Installation using Docker

Docker works natively on Linux, Mac OSX, and Windows 10. If you are using an older version of Windows (and some older versions of Mac OSX), you will need to install Docker Toolbox.

Choose either Docker Native (Windows/OSX) or Docker Native (Ubuntu) to install Docker.

Docker Native (Ubuntu)

Follow instructions here.

Docker Native (Windows/OSX)

Following instructions for Mac or for Windows. Note that for OSX you must have docker desktop version 3.0 or later <https://github.com/concourse/concourse/issues/6038>.

Building and Running Containers for Non-Development

  • Run Docker Compose

    docker-compose build
    

    Be Patient … If the containers build successfully, then start the containers

    docker volume create --name=seed_pgdata
    docker volume create --name=seed_media
    docker-compose up
    

    Note that you may need to build the containers a couple times for everything to converge

  • Login to container

    The docker-compose file creates a default user and password.

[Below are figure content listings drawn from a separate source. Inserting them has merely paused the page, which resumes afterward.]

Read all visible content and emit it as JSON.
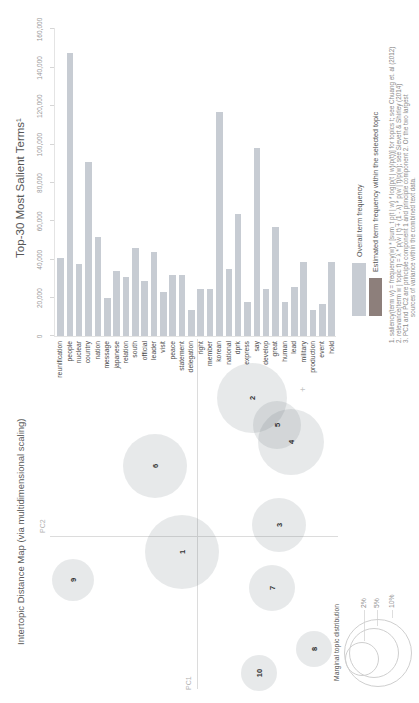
{
  "page": {
    "background": "#ffffff"
  },
  "map": {
    "title": "Intertopic Distance Map (via multidimensional scaling)",
    "axis": {
      "x_label": "PC1",
      "y_label": "PC2"
    },
    "marginal_legend": {
      "title": "Marginal topic distribution",
      "sizes": [
        {
          "label": "2%"
        },
        {
          "label": "5%"
        },
        {
          "label": "10%"
        }
      ]
    }
  },
  "bars": {
    "title": "Top-30 Most Salient Terms¹",
    "axis_tick_labels": [
      "0",
      "20,000",
      "40,000",
      "60,000",
      "80,000",
      "100,000",
      "120,000",
      "140,000",
      "160,000"
    ],
    "legend": [
      {
        "label": "Overall term frequency",
        "color": "#c7ccd3"
      },
      {
        "label": "Estimated term frequency within the selected topic",
        "color": "#8d7f7b"
      }
    ],
    "footnotes": [
      "1. saliency(term w) = frequency(w) * [sum_t p(t | w) * log(p(t | w)/p(t))] for topics t; see Chuang et. al (2012)",
      "2. relevance(term w | topic t) = λ * p(w | t) + (1 - λ) * p(w | t)/p(w); see Sievert & Shirley (2014)",
      "3. PC1 and PC2 are principle component 1 and principle component 2. Or the two largest",
      "sources of variance within the combined text data."
    ]
  },
  "chart_data": [
    {
      "type": "bar",
      "title": "Top-30 Most Salient Terms¹",
      "orientation": "horizontal",
      "xlabel": "Overall term frequency",
      "xlim": [
        0,
        160000
      ],
      "bar_color": "#c7ccd3",
      "categories": [
        "reunification",
        "people",
        "nuclear",
        "country",
        "nation",
        "message",
        "japanese",
        "relation",
        "south",
        "official",
        "leader",
        "visit",
        "peace",
        "statement",
        "delegation",
        "right",
        "member",
        "korean",
        "national",
        "dprk",
        "express",
        "say",
        "develop",
        "great",
        "human",
        "lead",
        "military",
        "production",
        "event",
        "hold"
      ],
      "values": [
        41000,
        148000,
        38000,
        91000,
        52000,
        20000,
        34000,
        31000,
        46000,
        29000,
        44000,
        23000,
        32000,
        32000,
        14000,
        25000,
        25000,
        117000,
        35000,
        64000,
        18000,
        98000,
        25000,
        57000,
        18000,
        26000,
        39000,
        14000,
        17000,
        39000
      ]
    },
    {
      "type": "scatter",
      "title": "Intertopic Distance Map (via multidimensional scaling)",
      "xlabel": "PC1",
      "ylabel": "PC2",
      "note": "topic circles; x/y/r are pixel coordinates on the 703x419 unrotated panel",
      "points": [
        {
          "topic": "1",
          "x": 151,
          "y": 182,
          "r": 37
        },
        {
          "topic": "2",
          "x": 305,
          "y": 252,
          "r": 35
        },
        {
          "topic": "3",
          "x": 178,
          "y": 279,
          "r": 27
        },
        {
          "topic": "4",
          "x": 261,
          "y": 291,
          "r": 33
        },
        {
          "topic": "5",
          "x": 278,
          "y": 277,
          "r": 24
        },
        {
          "topic": "6",
          "x": 237,
          "y": 155,
          "r": 32
        },
        {
          "topic": "7",
          "x": 115,
          "y": 272,
          "r": 23
        },
        {
          "topic": "8",
          "x": 54,
          "y": 314,
          "r": 18
        },
        {
          "topic": "9",
          "x": 123,
          "y": 73,
          "r": 21
        },
        {
          "topic": "10",
          "x": 30,
          "y": 259,
          "r": 18
        }
      ]
    }
  ]
}
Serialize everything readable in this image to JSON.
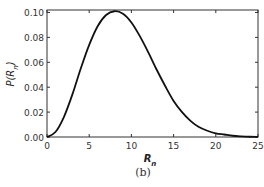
{
  "chart_data": {
    "type": "line",
    "title": "",
    "xlabel": "R_n",
    "ylabel": "P(R_n)",
    "xlim": [
      0,
      25
    ],
    "ylim": [
      0,
      0.102
    ],
    "xticks": [
      0,
      5,
      10,
      15,
      20,
      25
    ],
    "xtick_labels": [
      "0",
      "5",
      "10",
      "15",
      "20",
      "25"
    ],
    "yticks": [
      0.0,
      0.02,
      0.04,
      0.06,
      0.08,
      0.1
    ],
    "ytick_labels": [
      "0.00",
      "0.02",
      "0.04",
      "0.06",
      "0.08",
      "0.10"
    ],
    "grid": false,
    "legend": null,
    "series": [
      {
        "name": "P(R_n)",
        "color": "#111111",
        "x": [
          0,
          1,
          2,
          3,
          4,
          5,
          6,
          7,
          8,
          9,
          10,
          11,
          12,
          13,
          14,
          15,
          16,
          17,
          18,
          19,
          20,
          21,
          22,
          23,
          24,
          25
        ],
        "y": [
          0.0,
          0.004,
          0.016,
          0.034,
          0.055,
          0.074,
          0.089,
          0.098,
          0.101,
          0.099,
          0.092,
          0.081,
          0.068,
          0.054,
          0.041,
          0.029,
          0.02,
          0.013,
          0.008,
          0.005,
          0.003,
          0.002,
          0.001,
          0.0005,
          0.0002,
          0.0001
        ]
      }
    ]
  },
  "caption": "(b)"
}
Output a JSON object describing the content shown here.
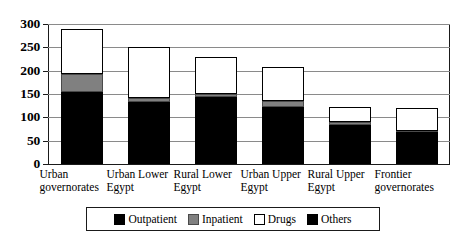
{
  "chart_data": {
    "type": "bar",
    "subtype": "stacked",
    "title": "",
    "xlabel": "",
    "ylabel": "",
    "ylim": [
      0,
      300
    ],
    "ytick_values": [
      0,
      50,
      100,
      150,
      200,
      250,
      300
    ],
    "ytick_labels": [
      "0",
      "50",
      "100",
      "150",
      "200",
      "250",
      "300"
    ],
    "grid": true,
    "legend_position": "bottom",
    "categories": [
      "Urban governorates",
      "Urban Lower Egypt",
      "Rural Lower Egypt",
      "Urban Upper Egypt",
      "Rural Upper Egypt",
      "Frontier governorates"
    ],
    "category_lines": [
      [
        "Urban",
        "governorates"
      ],
      [
        "Urban Lower",
        "Egypt"
      ],
      [
        "Rural Lower",
        "Egypt"
      ],
      [
        "Urban Upper",
        "Egypt"
      ],
      [
        "Rural Upper",
        "Egypt"
      ],
      [
        "Frontier",
        "governorates"
      ]
    ],
    "series": [
      {
        "name": "Outpatient",
        "color": "#000000",
        "values": [
          155,
          132,
          143,
          122,
          84,
          68
        ]
      },
      {
        "name": "Inpatient",
        "color": "#808080",
        "values": [
          38,
          10,
          7,
          13,
          6,
          3
        ]
      },
      {
        "name": "Drugs",
        "color": "#ffffff",
        "values": [
          97,
          108,
          80,
          73,
          33,
          49
        ]
      },
      {
        "name": "Others",
        "color": "#000000",
        "values": [
          0,
          0,
          0,
          0,
          0,
          0
        ]
      }
    ],
    "totals": [
      290,
      250,
      230,
      208,
      123,
      120
    ],
    "legend_entries": [
      "Outpatient",
      "Inpatient",
      "Drugs",
      "Others"
    ]
  }
}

Below are the defaults but can be overridden by setting environment variables.

    username: user@seed-platform.org
    password: super-secret-password
    

Note

Don’t forget that you need to reset your default username and password if you are going to use these Docker images in production mode!

Using Docker for Development

The development environment is configured for live reloading (ie restart webserver when files change) and debugging. It builds off the base docker-compose.yml, so it’s necessary to specify the files being used in docker-compose commands as seen below.

Build

# create volumes for the database and media directory
docker volume create --name=seed_pgdata
docker volume create --name=seed_media

# build the images
docker-compose -f docker-compose.yml -f docker-compose.dev.yml build

Running the Server

NOTE: the server config is sourced from config.settings.docker_dev, which will include your local_untracked.py if it exists. If you have a local_untracked.py, make sure it doesn’t overwrite the database or celery configuration!

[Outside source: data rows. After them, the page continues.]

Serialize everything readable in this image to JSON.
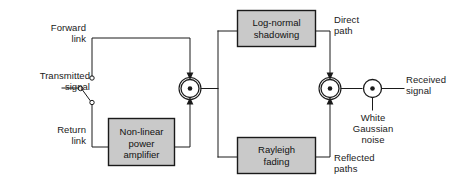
{
  "diagram": {
    "colors": {
      "block_fill": "#c9c9c9",
      "line": "#1a1a1a",
      "background": "#ffffff",
      "text": "#1a1a1a"
    },
    "blocks": [
      {
        "id": "nonlinear-power-amplifier",
        "label": "Non-linear\npower\namplifier"
      },
      {
        "id": "log-normal-shadowing",
        "label": "Log-normal\nshadowing"
      },
      {
        "id": "rayleigh-fading",
        "label": "Rayleigh\nfading"
      }
    ],
    "labels": {
      "forward_link": "Forward\nlink",
      "return_link": "Return\nlink",
      "transmitted_signal": "Transmitted\nsignal",
      "direct_path": "Direct\npath",
      "reflected_paths": "Reflected\npaths",
      "white_gaussian_noise": "White\nGaussian\nnoise",
      "received_signal": "Received\nsignal"
    },
    "nodes": [
      {
        "id": "uplink-mixer",
        "symbol": "multiplier"
      },
      {
        "id": "path-combiner",
        "symbol": "multiplier"
      },
      {
        "id": "noise-adder",
        "symbol": "multiplier"
      }
    ],
    "switch": {
      "id": "link-selector-switch",
      "position": "return-link",
      "contacts": [
        "forward-link",
        "return-link"
      ]
    }
  }
}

docker-compose -f docker-compose.yml -f docker-compose.dev.yml up

If the server doesn’t start successfully, and docker-compose logs doesn’t help, the django development server probably failed to start due to an error in your config or code. Unfortunately docker/django logging doesn’t appear to work when the container is first started. Just try running the server yourself with docker exec, and see what the output is.

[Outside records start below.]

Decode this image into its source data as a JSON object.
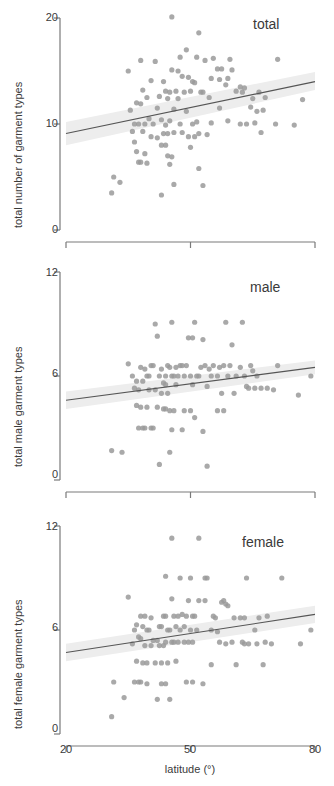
{
  "figure": {
    "type": "scatter-multi-panel",
    "panel_count": 3,
    "point_color": "#9a9a9a",
    "line_color": "#555555",
    "band_color": "#ededed",
    "axis_color": "#7a7a7a",
    "background": "#ffffff"
  },
  "xaxis": {
    "label": "latitude (°)",
    "ticks": [
      "20",
      "50",
      "80"
    ],
    "tick_values": [
      20,
      50,
      80
    ],
    "range": [
      20,
      80
    ]
  },
  "panels": [
    {
      "tag": "total",
      "ylabel": "total number of garment types",
      "yticks": [
        "0",
        "10",
        "20"
      ],
      "ytick_values": [
        0,
        10,
        20
      ],
      "yrange": [
        0,
        20
      ]
    },
    {
      "tag": "male",
      "ylabel": "total male garment types",
      "yticks": [
        "0",
        "6",
        "12"
      ],
      "ytick_values": [
        0,
        6,
        12
      ],
      "yrange": [
        0,
        12
      ]
    },
    {
      "tag": "female",
      "ylabel": "total female garment types",
      "yticks": [
        "0",
        "6",
        "12"
      ],
      "ytick_values": [
        0,
        6,
        12
      ],
      "yrange": [
        0,
        12
      ]
    }
  ],
  "chart_data": [
    {
      "type": "scatter",
      "title": "total",
      "xlabel": "latitude (°)",
      "ylabel": "total number of garment types",
      "xlim": [
        20,
        80
      ],
      "ylim": [
        0,
        20
      ],
      "xticks": [
        20,
        50,
        80
      ],
      "yticks": [
        0,
        10,
        20
      ],
      "grid": false,
      "legend": "none",
      "annotations": [
        "total"
      ],
      "regression": {
        "x": [
          20,
          80
        ],
        "y": [
          9.1,
          14.0
        ],
        "ci_lower": [
          8.0,
          13.2
        ],
        "ci_upper": [
          10.2,
          14.9
        ]
      },
      "points": [
        [
          45.5,
          20.1
        ],
        [
          52.0,
          18.6
        ],
        [
          49.0,
          17.0
        ],
        [
          47.5,
          16.3
        ],
        [
          51.5,
          16.3
        ],
        [
          55.5,
          16.2
        ],
        [
          53.5,
          16.0
        ],
        [
          59.5,
          16.1
        ],
        [
          71.0,
          16.1
        ],
        [
          38.0,
          16.0
        ],
        [
          41.5,
          15.9
        ],
        [
          35.0,
          15.0
        ],
        [
          45.5,
          15.1
        ],
        [
          47.0,
          15.0
        ],
        [
          56.5,
          15.2
        ],
        [
          57.5,
          15.2
        ],
        [
          60.0,
          15.1
        ],
        [
          48.0,
          14.5
        ],
        [
          49.5,
          14.4
        ],
        [
          55.0,
          14.3
        ],
        [
          59.0,
          14.3
        ],
        [
          57.0,
          14.2
        ],
        [
          40.5,
          14.1
        ],
        [
          43.5,
          14.0
        ],
        [
          50.5,
          14.0
        ],
        [
          51.0,
          13.9
        ],
        [
          58.5,
          13.7
        ],
        [
          62.0,
          13.5
        ],
        [
          63.0,
          13.4
        ],
        [
          38.5,
          13.2
        ],
        [
          44.0,
          13.1
        ],
        [
          45.0,
          13.0
        ],
        [
          46.5,
          13.1
        ],
        [
          48.5,
          13.0
        ],
        [
          50.0,
          13.1
        ],
        [
          52.5,
          13.0
        ],
        [
          53.0,
          13.0
        ],
        [
          61.0,
          13.1
        ],
        [
          62.5,
          13.0
        ],
        [
          66.5,
          13.0
        ],
        [
          39.5,
          12.5
        ],
        [
          42.5,
          12.6
        ],
        [
          44.5,
          12.4
        ],
        [
          47.0,
          12.4
        ],
        [
          54.5,
          12.5
        ],
        [
          65.0,
          12.4
        ],
        [
          68.0,
          12.5
        ],
        [
          77.0,
          12.3
        ],
        [
          37.0,
          12.0
        ],
        [
          38.0,
          11.9
        ],
        [
          42.0,
          11.5
        ],
        [
          46.0,
          11.4
        ],
        [
          49.0,
          11.2
        ],
        [
          57.0,
          11.5
        ],
        [
          64.5,
          11.6
        ],
        [
          66.0,
          11.2
        ],
        [
          67.5,
          11.3
        ],
        [
          35.5,
          11.3
        ],
        [
          40.0,
          10.5
        ],
        [
          43.0,
          10.4
        ],
        [
          45.0,
          10.3
        ],
        [
          51.5,
          10.2
        ],
        [
          55.0,
          10.1
        ],
        [
          59.0,
          10.3
        ],
        [
          36.5,
          10.0
        ],
        [
          37.5,
          10.0
        ],
        [
          39.0,
          10.0
        ],
        [
          41.0,
          10.0
        ],
        [
          44.0,
          9.9
        ],
        [
          47.5,
          10.0
        ],
        [
          50.5,
          10.0
        ],
        [
          62.0,
          10.0
        ],
        [
          63.5,
          10.0
        ],
        [
          65.5,
          10.1
        ],
        [
          70.5,
          10.0
        ],
        [
          75.0,
          9.9
        ],
        [
          36.0,
          9.3
        ],
        [
          38.5,
          9.3
        ],
        [
          43.5,
          9.1
        ],
        [
          44.5,
          9.1
        ],
        [
          46.0,
          9.2
        ],
        [
          48.0,
          9.2
        ],
        [
          52.0,
          9.1
        ],
        [
          54.0,
          9.0
        ],
        [
          67.0,
          9.2
        ],
        [
          40.5,
          8.8
        ],
        [
          42.0,
          8.7
        ],
        [
          49.5,
          8.8
        ],
        [
          51.0,
          8.8
        ],
        [
          36.5,
          8.3
        ],
        [
          43.0,
          8.0
        ],
        [
          44.0,
          8.0
        ],
        [
          50.0,
          7.8
        ],
        [
          37.0,
          7.4
        ],
        [
          39.0,
          7.2
        ],
        [
          44.5,
          7.0
        ],
        [
          45.5,
          6.9
        ],
        [
          37.5,
          6.4
        ],
        [
          38.0,
          6.4
        ],
        [
          39.5,
          6.3
        ],
        [
          45.0,
          6.2
        ],
        [
          52.0,
          5.8
        ],
        [
          31.5,
          5.0
        ],
        [
          33.0,
          4.5
        ],
        [
          46.0,
          4.3
        ],
        [
          53.0,
          4.2
        ],
        [
          31.0,
          3.5
        ],
        [
          43.0,
          3.3
        ]
      ]
    },
    {
      "type": "scatter",
      "title": "male",
      "xlabel": "latitude (°)",
      "ylabel": "total male garment types",
      "xlim": [
        20,
        80
      ],
      "ylim": [
        0,
        12
      ],
      "xticks": [
        20,
        50,
        80
      ],
      "yticks": [
        0,
        6,
        12
      ],
      "grid": false,
      "legend": "none",
      "annotations": [
        "male"
      ],
      "regression": {
        "x": [
          20,
          80
        ],
        "y": [
          4.6,
          6.5
        ],
        "ci_lower": [
          4.1,
          6.1
        ],
        "ci_upper": [
          5.1,
          6.9
        ]
      },
      "points": [
        [
          45.5,
          9.1
        ],
        [
          51.0,
          9.1
        ],
        [
          58.5,
          9.1
        ],
        [
          62.5,
          9.1
        ],
        [
          41.5,
          9.0
        ],
        [
          42.0,
          8.3
        ],
        [
          49.5,
          8.2
        ],
        [
          50.5,
          8.2
        ],
        [
          53.0,
          8.1
        ],
        [
          60.0,
          7.8
        ],
        [
          35.0,
          6.7
        ],
        [
          40.5,
          6.6
        ],
        [
          41.0,
          6.6
        ],
        [
          44.5,
          6.6
        ],
        [
          45.0,
          6.5
        ],
        [
          47.5,
          6.6
        ],
        [
          48.0,
          6.6
        ],
        [
          49.0,
          6.6
        ],
        [
          52.5,
          6.5
        ],
        [
          53.5,
          6.6
        ],
        [
          55.5,
          6.6
        ],
        [
          57.0,
          6.5
        ],
        [
          58.0,
          6.6
        ],
        [
          59.5,
          6.6
        ],
        [
          62.0,
          6.5
        ],
        [
          64.5,
          6.6
        ],
        [
          71.0,
          6.6
        ],
        [
          38.0,
          6.5
        ],
        [
          39.0,
          6.4
        ],
        [
          43.0,
          6.4
        ],
        [
          46.5,
          6.5
        ],
        [
          54.5,
          6.4
        ],
        [
          65.0,
          6.3
        ],
        [
          36.0,
          6.0
        ],
        [
          39.5,
          6.0
        ],
        [
          40.0,
          6.0
        ],
        [
          42.5,
          6.0
        ],
        [
          44.0,
          6.0
        ],
        [
          45.5,
          6.0
        ],
        [
          46.0,
          6.0
        ],
        [
          47.0,
          6.0
        ],
        [
          48.5,
          6.0
        ],
        [
          50.0,
          6.0
        ],
        [
          51.5,
          6.0
        ],
        [
          52.0,
          6.0
        ],
        [
          55.0,
          6.0
        ],
        [
          56.5,
          6.0
        ],
        [
          59.0,
          6.0
        ],
        [
          61.0,
          6.0
        ],
        [
          63.0,
          6.0
        ],
        [
          66.0,
          6.0
        ],
        [
          79.0,
          6.0
        ],
        [
          37.0,
          5.7
        ],
        [
          38.5,
          5.7
        ],
        [
          43.5,
          5.6
        ],
        [
          44.0,
          5.5
        ],
        [
          46.5,
          5.5
        ],
        [
          50.5,
          5.5
        ],
        [
          54.0,
          5.4
        ],
        [
          63.5,
          5.4
        ],
        [
          64.0,
          5.3
        ],
        [
          65.5,
          5.3
        ],
        [
          67.0,
          5.3
        ],
        [
          68.5,
          5.3
        ],
        [
          70.0,
          5.2
        ],
        [
          36.5,
          5.3
        ],
        [
          37.5,
          5.2
        ],
        [
          40.0,
          5.2
        ],
        [
          41.5,
          5.2
        ],
        [
          43.0,
          5.0
        ],
        [
          44.5,
          5.0
        ],
        [
          57.5,
          5.0
        ],
        [
          60.5,
          5.0
        ],
        [
          76.0,
          4.9
        ],
        [
          37.0,
          4.3
        ],
        [
          38.0,
          4.2
        ],
        [
          39.5,
          4.2
        ],
        [
          42.0,
          4.2
        ],
        [
          43.5,
          4.1
        ],
        [
          44.0,
          4.1
        ],
        [
          45.0,
          4.0
        ],
        [
          46.0,
          4.0
        ],
        [
          48.5,
          4.0
        ],
        [
          50.0,
          4.0
        ],
        [
          56.5,
          4.0
        ],
        [
          58.0,
          4.0
        ],
        [
          51.0,
          3.6
        ],
        [
          37.5,
          3.0
        ],
        [
          38.5,
          3.0
        ],
        [
          39.0,
          3.0
        ],
        [
          40.5,
          3.0
        ],
        [
          41.0,
          3.0
        ],
        [
          45.5,
          2.9
        ],
        [
          48.0,
          2.9
        ],
        [
          53.0,
          2.8
        ],
        [
          31.0,
          1.7
        ],
        [
          33.5,
          1.6
        ],
        [
          45.0,
          1.6
        ],
        [
          42.5,
          0.9
        ],
        [
          54.0,
          0.8
        ]
      ]
    },
    {
      "type": "scatter",
      "title": "female",
      "xlabel": "latitude (°)",
      "ylabel": "total female garment types",
      "xlim": [
        20,
        80
      ],
      "ylim": [
        0,
        12
      ],
      "xticks": [
        20,
        50,
        80
      ],
      "yticks": [
        0,
        6,
        12
      ],
      "grid": false,
      "legend": "none",
      "annotations": [
        "female"
      ],
      "regression": {
        "x": [
          20,
          80
        ],
        "y": [
          4.7,
          6.9
        ],
        "ci_lower": [
          4.2,
          6.4
        ],
        "ci_upper": [
          5.2,
          7.4
        ]
      },
      "points": [
        [
          45.5,
          11.3
        ],
        [
          52.0,
          11.3
        ],
        [
          44.0,
          9.1
        ],
        [
          47.5,
          9.0
        ],
        [
          50.0,
          9.0
        ],
        [
          53.5,
          9.0
        ],
        [
          54.0,
          9.0
        ],
        [
          63.5,
          9.0
        ],
        [
          72.0,
          9.0
        ],
        [
          35.0,
          7.9
        ],
        [
          45.5,
          7.8
        ],
        [
          49.5,
          7.7
        ],
        [
          52.0,
          7.7
        ],
        [
          53.5,
          7.7
        ],
        [
          57.5,
          7.6
        ],
        [
          58.0,
          7.7
        ],
        [
          58.5,
          7.5
        ],
        [
          59.0,
          7.4
        ],
        [
          38.0,
          6.8
        ],
        [
          39.0,
          6.8
        ],
        [
          40.5,
          6.7
        ],
        [
          43.5,
          6.8
        ],
        [
          44.0,
          6.8
        ],
        [
          46.0,
          6.8
        ],
        [
          47.0,
          6.8
        ],
        [
          48.0,
          6.9
        ],
        [
          49.0,
          6.8
        ],
        [
          50.5,
          6.8
        ],
        [
          51.0,
          6.8
        ],
        [
          55.5,
          6.8
        ],
        [
          56.0,
          6.7
        ],
        [
          60.5,
          6.7
        ],
        [
          62.0,
          6.7
        ],
        [
          63.0,
          6.7
        ],
        [
          66.5,
          6.7
        ],
        [
          68.5,
          6.8
        ],
        [
          37.0,
          6.3
        ],
        [
          38.5,
          6.2
        ],
        [
          42.5,
          6.2
        ],
        [
          43.0,
          6.2
        ],
        [
          46.5,
          6.2
        ],
        [
          48.5,
          6.2
        ],
        [
          36.5,
          6.0
        ],
        [
          39.5,
          6.0
        ],
        [
          40.0,
          6.0
        ],
        [
          44.5,
          6.0
        ],
        [
          45.0,
          6.0
        ],
        [
          47.5,
          6.0
        ],
        [
          50.0,
          6.0
        ],
        [
          51.5,
          6.0
        ],
        [
          55.0,
          6.0
        ],
        [
          56.5,
          5.9
        ],
        [
          65.5,
          6.0
        ],
        [
          79.0,
          6.0
        ],
        [
          37.5,
          5.6
        ],
        [
          38.0,
          5.5
        ],
        [
          41.0,
          5.4
        ],
        [
          42.0,
          5.4
        ],
        [
          44.0,
          5.3
        ],
        [
          45.5,
          5.3
        ],
        [
          46.0,
          5.3
        ],
        [
          47.0,
          5.3
        ],
        [
          48.5,
          5.3
        ],
        [
          49.5,
          5.3
        ],
        [
          50.5,
          5.3
        ],
        [
          57.0,
          5.3
        ],
        [
          58.5,
          5.2
        ],
        [
          60.0,
          5.3
        ],
        [
          62.5,
          5.3
        ],
        [
          63.0,
          5.2
        ],
        [
          64.0,
          5.2
        ],
        [
          66.0,
          5.2
        ],
        [
          68.0,
          5.3
        ],
        [
          69.5,
          5.2
        ],
        [
          76.5,
          5.2
        ],
        [
          36.0,
          5.2
        ],
        [
          39.0,
          5.1
        ],
        [
          40.5,
          5.1
        ],
        [
          42.5,
          5.1
        ],
        [
          43.5,
          5.1
        ],
        [
          37.0,
          4.2
        ],
        [
          38.5,
          4.1
        ],
        [
          39.5,
          4.1
        ],
        [
          41.5,
          4.1
        ],
        [
          43.0,
          4.1
        ],
        [
          44.5,
          4.1
        ],
        [
          46.5,
          4.2
        ],
        [
          55.0,
          4.0
        ],
        [
          61.0,
          4.0
        ],
        [
          67.5,
          4.0
        ],
        [
          31.5,
          3.0
        ],
        [
          36.5,
          3.0
        ],
        [
          37.5,
          3.0
        ],
        [
          38.0,
          3.0
        ],
        [
          39.5,
          2.9
        ],
        [
          43.0,
          2.9
        ],
        [
          44.0,
          2.9
        ],
        [
          49.0,
          3.0
        ],
        [
          50.5,
          3.0
        ],
        [
          53.0,
          2.9
        ],
        [
          34.0,
          2.1
        ],
        [
          42.0,
          2.0
        ],
        [
          45.0,
          2.0
        ],
        [
          31.0,
          1.0
        ]
      ]
    }
  ]
}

The development docker-compose file has some configurable parameters for specifying volumes to use:

  • SEED_DB_VOLUME: the name of the docker volume to mount for postgres

  • SEED_MEDIA_VOLUME: the name of the docker volume to mount for the seed media folder

Docker will use environment variables from the shell or from a .env file to set these values.

This is useful if you want to switch between different databases for testing. For example, if you want to create a separate volume for storing a production backup, you could do the following

docker volume create --name=seed_pgdata_prod
SEED_DB_VOLUME=seed_pgdata_prod docker-compose -f docker-compose.yml -f docker-compose.dev.yml up

NOTE: you’ll need to run docker-compose down to remove the containers before you can restart the containers connecting to different volumes.

Running Tests

While the containers are running (ie after running the docker-compose up command), use docker exec to run tests in the web container:

docker exec -it seed_web ./manage.py test --settings config.settings.docker_dev

Add the setting --nocapture in order to see stdout while running tests. You will need to do this in order to make use of debugging as described below or the output to your debug commands will not display until after the break point has passed and the tests are finished.

Also worth noting: output from logging (_log.debug, etc) will not display in any situation unless a test fails.

Debugging

To use pdb on the server, the web container has remote-pdb installed. In your code, insert the following

import remote_pdb; remote_pdb.set_trace()

Once the breakpoint is triggered, you should see the web container log something like “RemotePdb session open at 127.0.0.1:41653, waiting for connection …”. To connect to the remote session, run netcat from inside the container (using the appropriate port).